John Naughton’s column in The Observer today cites one of my favourite recent books, Timothy Wu’s [amazon_link id=”B004DUMW4A” target=”_blank” ]The Master Switch: The Rise and Fall of Information Empires[/amazon_link]. The column’s subject is the possibility that the internet as we know it has come to the end of the road of innovation, and is being locked down by large businesses through an insane IP regime and patent wars, strangleholds on infrastructure and (for most information companies) dysfunctional business models. Naughton writes:
“The biggest curb on innovation is the fact that the technologies that might serve as the springboards for next-generation surprises are increasingly closed and controlled.”
It is, he suggests, the culmination of one of the cycles of innovation and ultimately control identified in Wu’s book. His key point is this: “Industry structure…is what determines the freedom of expression,” (p155, hardback edition). These issues of competition and market power are not minor matters in markets so intimately linked to the power of ideas and thought.
Serendipitously, I also read this week a terrifically interesting article from (a new to me discovery) the Hedgehog Review, Why Google Isn’t Making us Stupid … Or Smart. It starts with a description of the intellectual debate about the effects of books. Leibniz turns out to have been the Nicholas Carr of that discussion: “the horrible mass of books keeps growing.”
Author Chad Wellman concludes:
“As we saw with Enlightenment reading technologies, knowledge emerges out of complex processes of selection, distinction, and judgment—out of the irreducible interactions of humans and technology. We should resist the false promise that the empty box below the Google logo has come to represent—either unmediated access to pure knowledge or a life of distraction and shallow information. It is a ruse. Knowledge is hard won; it is crafted, created, and organized by humans and their technologies.”
The key word in that last sentence may be ‘organized’ – the commercial and political structures we place around the information technologies determine what we know.
[amazon_image id=”B004DUMW4A” link=”true” target=”_blank” size=”medium” ]The Master Switch[/amazon_image]
Echoes of Acemoglu and Robinson in talking about ‘organized’…but can’t help thinking what Hayek would make of the word…
Think the Wu very insightful; lots of food for thought about technology and its influence. It is interesting to analyse how technology pulls market structures in seemingly contradictory directions and invaluable to have a historical perspective.
Thank you for the “Reinventing the Bazaar” recommendation. It was first-rate. Our Department (of two) thought it one of the best written economics books we’d ever read and are going to recommend it to all our Oxbridge candidates, especially the non-economists. It had a real lightness of touch that will hopefully get them reading.
However, the best book I’ve read this academic year was James Tooley’s “The Beautiful Tree” – for those of us who teach Economics in private schools it was a real eye opener!
Thanks for pointing out ‘The Beautiful Tree’. It looks terrific and I’m going to order it.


* [REQUIRED WORK]: The records must be repeated exactly and in their entirety.

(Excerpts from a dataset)

- - - - - - -

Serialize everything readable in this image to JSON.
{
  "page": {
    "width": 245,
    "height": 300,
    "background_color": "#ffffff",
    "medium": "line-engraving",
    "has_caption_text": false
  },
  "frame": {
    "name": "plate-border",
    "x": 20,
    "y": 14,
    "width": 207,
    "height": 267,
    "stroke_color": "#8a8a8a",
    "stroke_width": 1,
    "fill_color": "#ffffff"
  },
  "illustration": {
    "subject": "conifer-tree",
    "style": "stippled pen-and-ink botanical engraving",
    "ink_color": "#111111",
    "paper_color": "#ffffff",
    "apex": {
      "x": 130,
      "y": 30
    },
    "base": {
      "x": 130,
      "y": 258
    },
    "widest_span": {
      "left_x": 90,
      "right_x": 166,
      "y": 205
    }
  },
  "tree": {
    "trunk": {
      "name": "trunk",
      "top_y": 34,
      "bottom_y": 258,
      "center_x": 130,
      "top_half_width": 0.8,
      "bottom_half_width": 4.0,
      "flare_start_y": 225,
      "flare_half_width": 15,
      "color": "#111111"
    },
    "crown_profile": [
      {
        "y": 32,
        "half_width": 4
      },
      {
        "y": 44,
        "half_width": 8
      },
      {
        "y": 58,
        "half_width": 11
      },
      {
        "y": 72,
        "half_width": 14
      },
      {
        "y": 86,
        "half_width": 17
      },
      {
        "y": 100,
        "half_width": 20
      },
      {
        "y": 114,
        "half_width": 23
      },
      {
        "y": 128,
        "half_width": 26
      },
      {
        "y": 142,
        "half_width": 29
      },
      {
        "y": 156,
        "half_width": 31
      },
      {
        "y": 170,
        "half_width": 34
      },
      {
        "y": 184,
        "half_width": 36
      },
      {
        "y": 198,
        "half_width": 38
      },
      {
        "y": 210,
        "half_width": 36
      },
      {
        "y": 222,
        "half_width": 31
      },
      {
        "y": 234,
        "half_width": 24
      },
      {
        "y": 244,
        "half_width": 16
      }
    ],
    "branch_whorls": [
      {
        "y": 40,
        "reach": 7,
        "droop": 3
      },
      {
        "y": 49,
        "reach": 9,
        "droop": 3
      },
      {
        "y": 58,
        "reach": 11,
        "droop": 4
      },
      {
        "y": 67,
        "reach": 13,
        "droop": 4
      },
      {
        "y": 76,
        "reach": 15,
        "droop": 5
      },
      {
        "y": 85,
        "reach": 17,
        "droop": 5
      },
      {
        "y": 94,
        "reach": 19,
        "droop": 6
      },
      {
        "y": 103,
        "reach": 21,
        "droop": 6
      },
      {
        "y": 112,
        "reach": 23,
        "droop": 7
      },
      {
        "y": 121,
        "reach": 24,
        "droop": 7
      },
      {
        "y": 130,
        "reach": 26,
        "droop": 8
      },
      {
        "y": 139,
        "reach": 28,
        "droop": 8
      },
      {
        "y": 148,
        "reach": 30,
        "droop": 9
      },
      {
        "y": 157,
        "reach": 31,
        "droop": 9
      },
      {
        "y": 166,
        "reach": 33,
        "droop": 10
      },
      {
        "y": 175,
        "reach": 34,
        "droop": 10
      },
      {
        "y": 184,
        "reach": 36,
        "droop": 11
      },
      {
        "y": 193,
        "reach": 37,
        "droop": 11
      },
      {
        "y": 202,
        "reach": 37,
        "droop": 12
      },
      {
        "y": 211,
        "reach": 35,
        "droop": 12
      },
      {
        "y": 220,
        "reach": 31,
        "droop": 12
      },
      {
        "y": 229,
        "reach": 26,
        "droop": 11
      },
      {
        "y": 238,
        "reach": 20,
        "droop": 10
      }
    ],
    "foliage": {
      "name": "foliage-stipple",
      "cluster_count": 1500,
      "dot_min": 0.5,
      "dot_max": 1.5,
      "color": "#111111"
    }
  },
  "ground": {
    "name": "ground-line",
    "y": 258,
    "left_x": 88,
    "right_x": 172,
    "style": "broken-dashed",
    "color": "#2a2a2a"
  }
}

- - - - - - -

* [ANSWER]:
Serialize everything readable in this image to JSON.
{
  "page": {
    "width": 245,
    "height": 300,
    "background_color": "#ffffff",
    "medium": "line-engraving",
    "has_caption_text": false
  },
  "frame": {
    "name": "plate-border",
    "x": 20,
    "y": 14,
    "width": 207,
    "height": 267,
    "stroke_color": "#8a8a8a",
    "stroke_width": 1,
    "fill_color": "#ffffff"
  },
  "illustration": {
    "subject": "conifer-tree",
    "style": "stippled pen-and-ink botanical engraving",
    "ink_color": "#111111",
    "paper_color": "#ffffff",
    "apex": {
      "x": 130,
      "y": 30
    },
    "base": {
      "x": 130,
      "y": 258
    },
    "widest_span": {
      "left_x": 90,
      "right_x": 166,
      "y": 205
    }
  },
  "tree": {
    "trunk": {
      "name": "trunk",
      "top_y": 34,
      "bottom_y": 258,
      "center_x": 130,
      "top_half_width": 0.8,
      "bottom_half_width": 4.0,
      "flare_start_y": 225,
      "flare_half_width": 15,
      "color": "#111111"
    },
    "crown_profile": [
      {
        "y": 32,
        "half_width": 4
      },
      {
        "y": 44,
        "half_width": 8
      },
      {
        "y": 58,
        "half_width": 11
      },
      {
        "y": 72,
        "half_width": 14
      },
      {
        "y": 86,
        "half_width": 17
      },
      {
        "y": 100,
        "half_width": 20
      },
      {
        "y": 114,
        "half_width": 23
      },
      {
        "y": 128,
        "half_width": 26
      },
      {
        "y": 142,
        "half_width": 29
      },
      {
        "y": 156,
        "half_width": 31
      },
      {
        "y": 170,
        "half_width": 34
      },
      {
        "y": 184,
        "half_width": 36
      },
      {
        "y": 198,
        "half_width": 38
      },
      {
        "y": 210,
        "half_width": 36
      },
      {
        "y": 222,
        "half_width": 31
      },
      {
        "y": 234,
        "half_width": 24
      },
      {
        "y": 244,
        "half_width": 16
      }
    ],
    "branch_whorls": [
      {
        "y": 40,
        "reach": 7,
        "droop": 3
      },
      {
        "y": 49,
        "reach": 9,
        "droop": 3
      },
      {
        "y": 58,
        "reach": 11,
        "droop": 4
      },
      {
        "y": 67,
        "reach": 13,
        "droop": 4
      },
      {
        "y": 76,
        "reach": 15,
        "droop": 5
      },
      {
        "y": 85,
        "reach": 17,
        "droop": 5
      },
      {
        "y": 94,
        "reach": 19,
        "droop": 6
      },
      {
        "y": 103,
        "reach": 21,
        "droop": 6
      },
      {
        "y": 112,
        "reach": 23,
        "droop": 7
      },
      {
        "y": 121,
        "reach": 24,
        "droop": 7
      },
      {
        "y": 130,
        "reach": 26,
        "droop": 8
      },
      {
        "y": 139,
        "reach": 28,
        "droop": 8
      },
      {
        "y": 148,
        "reach": 30,
        "droop": 9
      },
      {
        "y": 157,
        "reach": 31,
        "droop": 9
      },
      {
        "y": 166,
        "reach": 33,
        "droop": 10
      },
      {
        "y": 175,
        "reach": 34,
        "droop": 10
      },
      {
        "y": 184,
        "reach": 36,
        "droop": 11
      },
      {
        "y": 193,
        "reach": 37,
        "droop": 11
      },
      {
        "y": 202,
        "reach": 37,
        "droop": 12
      },
      {
        "y": 211,
        "reach": 35,
        "droop": 12
      },
      {
        "y": 220,
        "reach": 31,
        "droop": 12
      },
      {
        "y": 229,
        "reach": 26,
        "droop": 11
      },
      {
        "y": 238,
        "reach": 20,
        "droop": 10
      }
    ],
    "foliage": {
      "name": "foliage-stipple",
      "cluster_count": 1500,
      "dot_min": 0.5,
      "dot_max": 1.5,
      "color": "#111111"
    }
  },
  "ground": {
    "name": "ground-line",
    "y": 258,
    "left_x": 88,
    "right_x": 172,
    "style": "broken-dashed",
    "color": "#2a2a2a"
  }
}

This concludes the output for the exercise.